Thursday, January 31, 2008

The Lecture La Sapienza Refused to Hear

This morning I finally sat down to read the lecture Pope Benedict XVI planned to give at La Sapienza University in Rome, and I was absolutely stunned. As you may know, the university invited the Holy Father to speak on January 17 to celebrate the inauguration of the new academic year, but the Pope canceled his visit after students and faculty - including 67 professors - protested against it. (Angelo Matera wrote a fabulous article about the incident for the National Catholic Register which can be found here: "The Death of Irony.")

Remember Regensburg? The Sapienza protest was hardly different. It certainly lacked the violence generated by the Pope's speech at Regensburg, but it was spawned by the same kind of ignorance. The "academics" at La Sapienza, like the Islamic fundamentalists who spoke out against the Pope in 2006, misquoted the Holy Father, using "his" remarks (which were not, in fact, his) out of context as justification for their protest. Ironically, the lecture the Pope planned to deliver at La Sapienza, like the one he gave at Regensburg, was meant to be a caution against the dangers of relativism.

Radical Islam and Western secularism both call faith and reason mutually exclusive. If we allow either or both of these ideologies to occupy a higher place in than Christian wisdom in the public sphere - and one might argue that they already do - we may as well bid goodbye to Western civilization as we know it. As the Pope said in a homily in 2005:

"Having a clear faith, based on the Creed of the Church, is often labeled today as fundamentalism. Whereas, relativism, which is letting oneself be tossed and 'swept along by every wind of teaching,' looks like the only attitude [acceptable] to today's standards. We are moving towards a dictatorship of relativism which does not recognize anything as for certain and which has as its highest goal one's own ego and one's own desires."

In his conclusion to the Sapienza lecture, the Pope elaborated on the dangers that relativism poses to the modern world:
"... [T]he danger of falling into inhumanity is never simply overcome - as we see in the panorama of contemporary history! Today the danger of the Western world - to speak only of this context - is that man, precisely in the consideration of the grandeur of his knowledge and power, might give up before the question of truth. And that means at the same time that reason, in the end, bows to the pressure of interests and the charm of utility, constrained to recognize it as the ultimate criterion."
The Holy Father went on to point out the dangers that relativism poses to the university specifically:

"The danger exists that philosophy, no longer feeling itself capable of its true task, might degenerate into positivism; that theology, with its message addressed to reason, might become confined to the private sphere of a group more or less sizable. If, however, reason - solicitous of its presumed purity - becomes deaf to the great message that comes from the Christian faith and its wisdom, it will wither like a tree whose roots no longer reach the waters that give it life. It will lose courage for the truth and thus it will not become greater but less."
The same thing, the Pope said, will happen to European culture if it continues to become increasingly secular and to "cut itself off from the roots by which it lives" - the roots of Christian wisdom.

Finally, the Holy Father returned to a question he posed at the beginning of his address: "what does the Pope have to do with, or to say to the university?" I can only hope that his answer embarrassed the "academics" at La Sapienza enough to teach them some humility and help them re-discover the path to true wisdom:

"Surely [the Pope] must not attempt to impose the faith on others in an authoritarian way, since it can only be bestowed in freedom. Beyond his office as Shepherd of the Church, and on the basis of the intrinsic nature of this pastoral office, there is his duty to keep the sensitivity to truth alive; to continually invite reason to seek out the true, the good, God, and on this path, to urge it to glimpse the helpful lights that shine forth in the history of the Christian faith, and in this way to perceive Jesus Christ as the Light that illuminates history and helps us to find the way to the future."
You can read the full text of the Holy Father's planned address on Zenit. (Thanks, Angela.) As usual, the Pope is right on target. It's too bad that those who need to hear him the most are also the ones doing all they can to tune him out.

1 comment:

Angela Miceli said...

Emily, I agree with your conclusion that the pope is right on target -- especially in saying that if reason does not listen to the insights of the Christian faith, then it will wither up as a tree that has been cut off from its roots. Can we ever separate love of God from love of truth? While philosophy can, does, and should be carried out in its domain, it cannot ignore Revelation. Dr. Sandoz just made this comment in class. He quoted Etienne Gilson, a Catholic Thomist of the twentieth century who says something to the effect that philosophy cannot simply be pursued as though revelation never took place. Truth is One and Many -- it is a paradox that must be engaged and a tension that must be lived. Revelation allows reason to see the truths that it might have otherwise overlooked, says Gilson. I agree, and likewise reason should limit and shape the pursuits of theology.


**Problem requirements:** Show the lines below where "name" occurs.

**Saved data entries:**

<<<<

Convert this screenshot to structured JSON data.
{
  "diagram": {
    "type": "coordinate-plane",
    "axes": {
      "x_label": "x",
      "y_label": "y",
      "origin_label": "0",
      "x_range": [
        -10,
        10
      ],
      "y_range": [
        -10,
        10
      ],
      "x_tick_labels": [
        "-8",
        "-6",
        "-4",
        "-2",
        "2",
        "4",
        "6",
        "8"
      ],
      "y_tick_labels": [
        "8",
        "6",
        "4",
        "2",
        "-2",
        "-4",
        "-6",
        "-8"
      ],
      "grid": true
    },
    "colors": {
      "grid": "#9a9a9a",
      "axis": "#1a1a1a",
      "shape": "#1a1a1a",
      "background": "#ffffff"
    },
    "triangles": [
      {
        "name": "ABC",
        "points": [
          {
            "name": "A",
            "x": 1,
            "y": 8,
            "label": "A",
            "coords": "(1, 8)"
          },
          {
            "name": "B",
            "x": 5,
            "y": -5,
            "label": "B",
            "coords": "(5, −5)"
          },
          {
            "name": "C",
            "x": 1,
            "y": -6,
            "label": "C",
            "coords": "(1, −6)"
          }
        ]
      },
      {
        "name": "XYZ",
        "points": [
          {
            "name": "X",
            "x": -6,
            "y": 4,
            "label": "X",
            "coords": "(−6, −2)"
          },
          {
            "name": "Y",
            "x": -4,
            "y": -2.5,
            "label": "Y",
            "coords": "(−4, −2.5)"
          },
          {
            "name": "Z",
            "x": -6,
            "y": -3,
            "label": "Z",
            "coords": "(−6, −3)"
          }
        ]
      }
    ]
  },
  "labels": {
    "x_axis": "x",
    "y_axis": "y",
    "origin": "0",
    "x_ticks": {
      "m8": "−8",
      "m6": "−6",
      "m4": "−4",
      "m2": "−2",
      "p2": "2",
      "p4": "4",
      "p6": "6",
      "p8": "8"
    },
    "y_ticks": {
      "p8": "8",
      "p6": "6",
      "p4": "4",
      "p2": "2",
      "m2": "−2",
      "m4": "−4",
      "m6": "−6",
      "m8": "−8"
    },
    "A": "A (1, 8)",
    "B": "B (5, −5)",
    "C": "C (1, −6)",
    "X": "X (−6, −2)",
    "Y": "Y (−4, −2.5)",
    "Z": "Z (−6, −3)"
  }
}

>>>>

**Result of the exercise:**
        "name": "ABC",
            "name": "A",
            "name": "B",
            "name": "C",
        "name": "XYZ",
            "name": "X",
            "name": "Y",
            "name": "Z",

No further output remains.